Imagination, however, is not the only thing that keeps a site running. Mostly it's hard work. Not only are these individuals the writers for their sites, they are their own editors, designers, technicians, and engineers. Moreover, while Web publishing is still in its beginning stages, much of the software tools available to online programmers are relatively undeveloped. This means that some webzines are creating their own programming software catered to the idiosyncrasies of their own sites. Dillon and partner Dan Shmeedler, for example, have created Catalus, a program they claim will make site design and upkeep much easier. It's something they hope to market over their site to help defray the costs of keeping the young webzine going.
|
As far as the money goes, no one seems to be too concerned about making it, which is a good thing, since it's notoriously difficult to do online. Lohr says she could make a living off DisgruntledHousewife.com, but she'd have to "scrimp and pinch" to do it. Instead she would rather just keep having fun with the writing and collect "the few pennies" from the advertisers she already has. In a similar vein, Harry Knowles claims that he doesn't even look at the checks he gets from his advertising agency, but when he does, they are "happy checks." He requires signed contracts with those who advertise on his site that allow him total control of its content, no matter how much he might piss someone off. Just as it was in the beginning, the freedom to write what he wants on his own site is Knowles' uncompromising driving force. "The money is not what I'm into," he says.

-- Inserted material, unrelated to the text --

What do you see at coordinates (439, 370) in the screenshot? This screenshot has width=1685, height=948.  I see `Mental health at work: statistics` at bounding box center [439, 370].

Still, the opportunities for revenue are growing as advertisers begin to link themselves to popular sites and online shopping malls start springing up faster than Bill Gates' checking account. For Content Love Knowles, making money seems to be only a matter of time. As she puts it, the $6 billion online adult entertainment business didn't come about because "six people were spending a billion dollars each." Dillon, who spent about $15,000 to start up AustinUnscene.com, is also looking to generate some income and has recently started an "UnMall," a shopping link where you can buy locally made gear and artwork. "We tried to sell ads," he explains. "But nobody knew how."

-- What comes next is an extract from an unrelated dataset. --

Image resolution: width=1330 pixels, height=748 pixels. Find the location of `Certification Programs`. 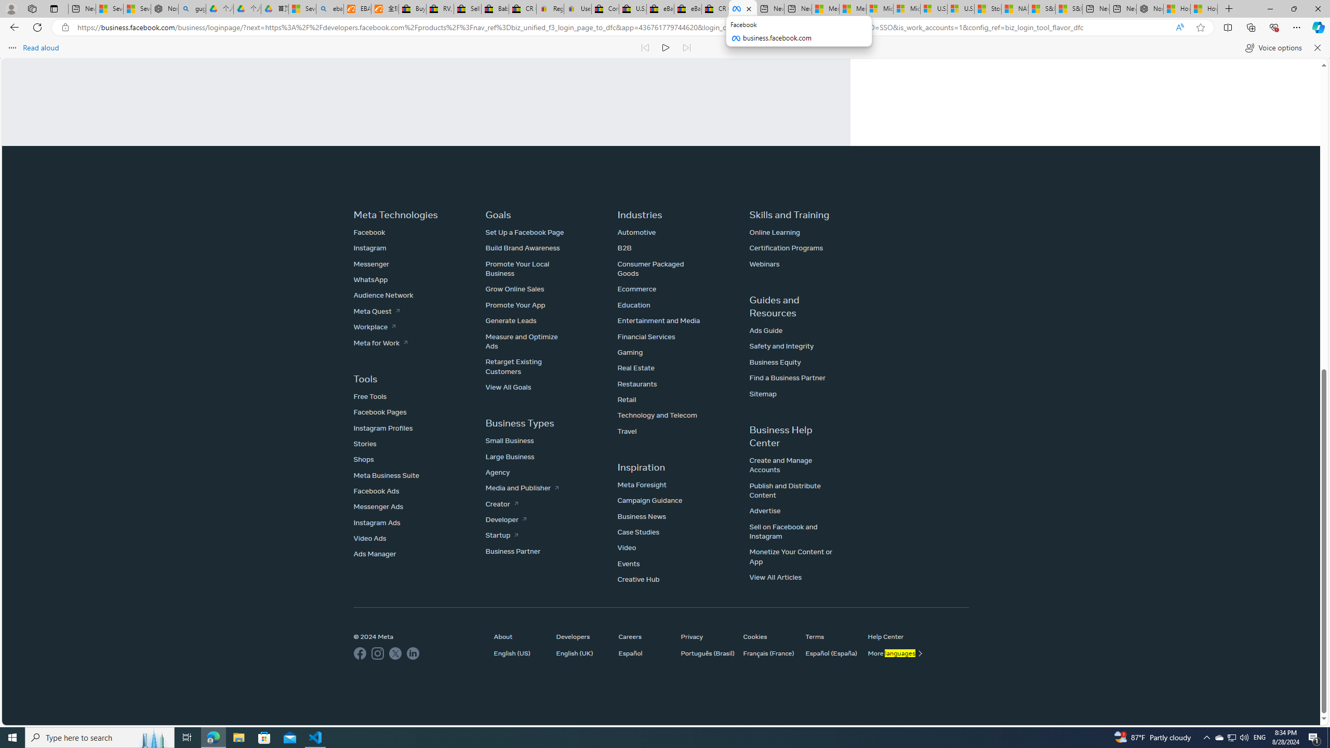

Aside from selling ads, it seems like Dillon and company do know what they're doing. When I visited his small, budding Interactive Thought offices on South First, the tiny space was abuzz with activity, from a new sign being posted on the roof to the phones ringing off the hook. Like Harry Knowles, Lohr, and Love Knowles, Dillon and his workspace are constantly energized with the possibilities of a vast cyberspace. If Austin is Oz and these folks are its wizards, then what's behind the curtain isn't all that bad. In fact, it's downright inspirational. And if you still need to get back to Kansas, try clicking on www.Kansas.com. It'll be a lot faster than clicking your heels together.